I cannot make up my mind whether it is the case that, as I get older, I become more in touch with my emotions, or whether, as I get older, life’s painful reality becomes more apparent. Perhaps they amount to the same thing. Either way, I cry more now than I used to. This Chekhov story might stand as a marker of the change. A long time ago — fifteen years at least, perhaps twenty — I went on a Chekhov jag, reading his stories and little else for months. I read this story then, I know I did, but it vanished from my memory until I read it again last summer and found myself bawling at its end in a way that might have made my younger self laugh. Also, that line about cakes of snow falling off the horse’s back.  

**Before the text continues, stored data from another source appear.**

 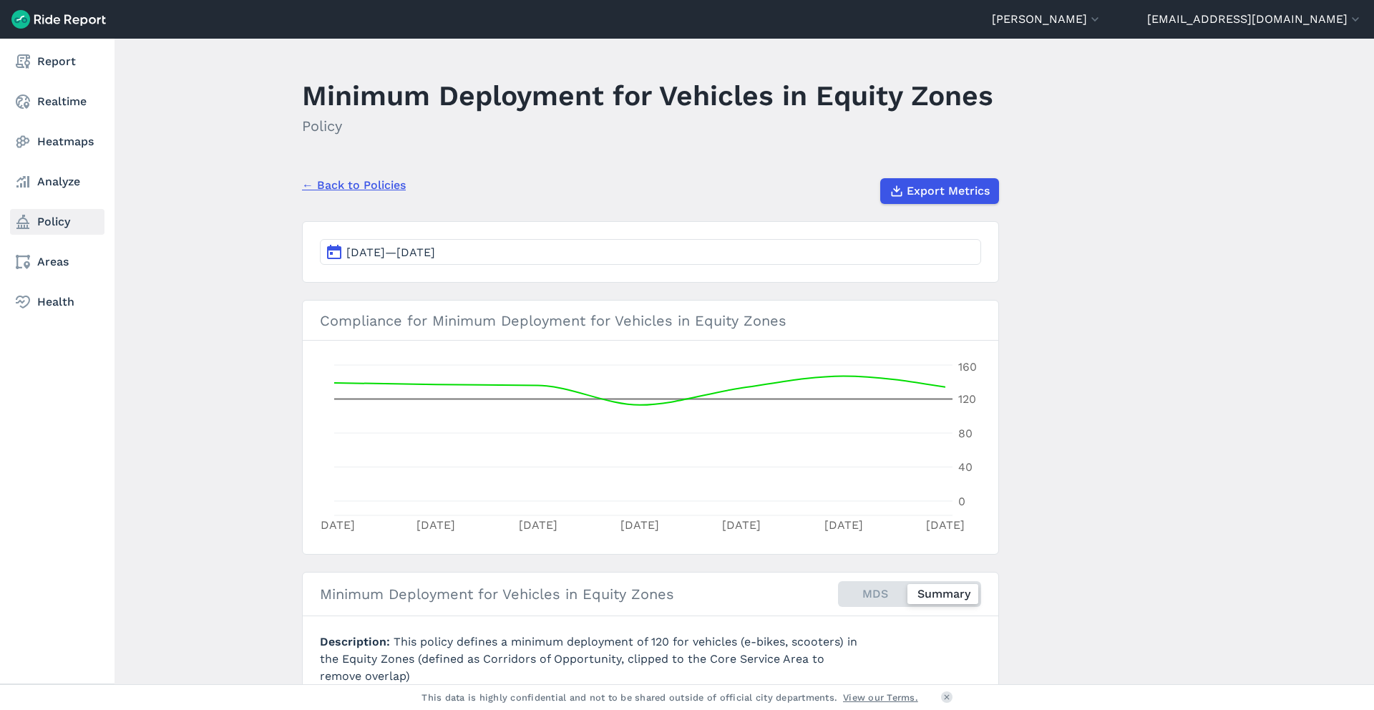 I want to click on a: View our Terms., so click(x=880, y=697).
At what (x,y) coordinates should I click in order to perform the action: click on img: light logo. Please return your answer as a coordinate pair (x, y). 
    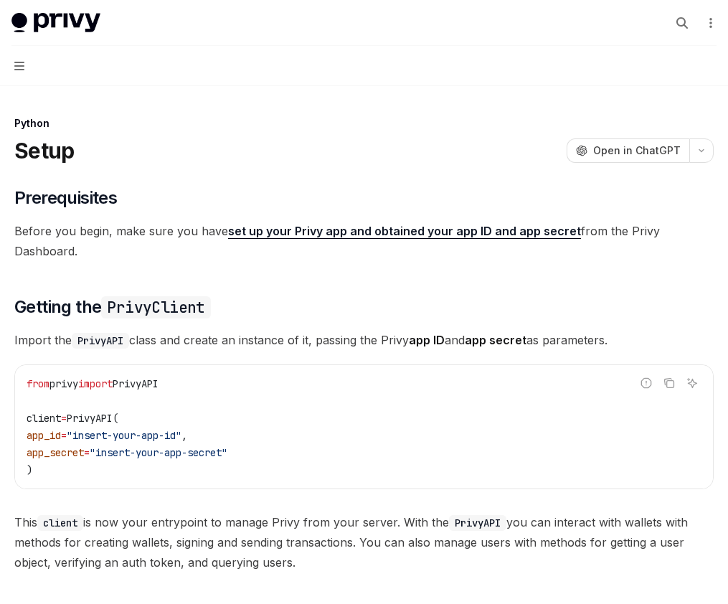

In Anton Chekhov’s Short Stories (W. W. Norton, 1979) and available online here, in a different translation

‘101’ by May-Lan Tan

I probably could have chosen any of the stories from this extraordinary collection. (For instance, I could happily have chosen ‘Julia K.’ simply on the basis of that one line — you know the one: ‘Language, as she deployed it, was neither a line cast nor a bullet fired. It was a catholic mechanism: the sharp twist of a pilot biscuit into the waifish body of Christ’). As it is, I choose this. I choose it because of the near total brilliance of its execution. The way, the more you read it, the more everything seems to slot into place, not neatly and tidily, but raggedly and bloodily; from the palindromic title — those two ones with nothing in between — to the playful, cutesy doubling, too self-consciously cool to be taken seriously, until it slowly resolves into something that cannot, by any measure, be taken lightly. Oh, and did I mention the language? Hell on earth, the language.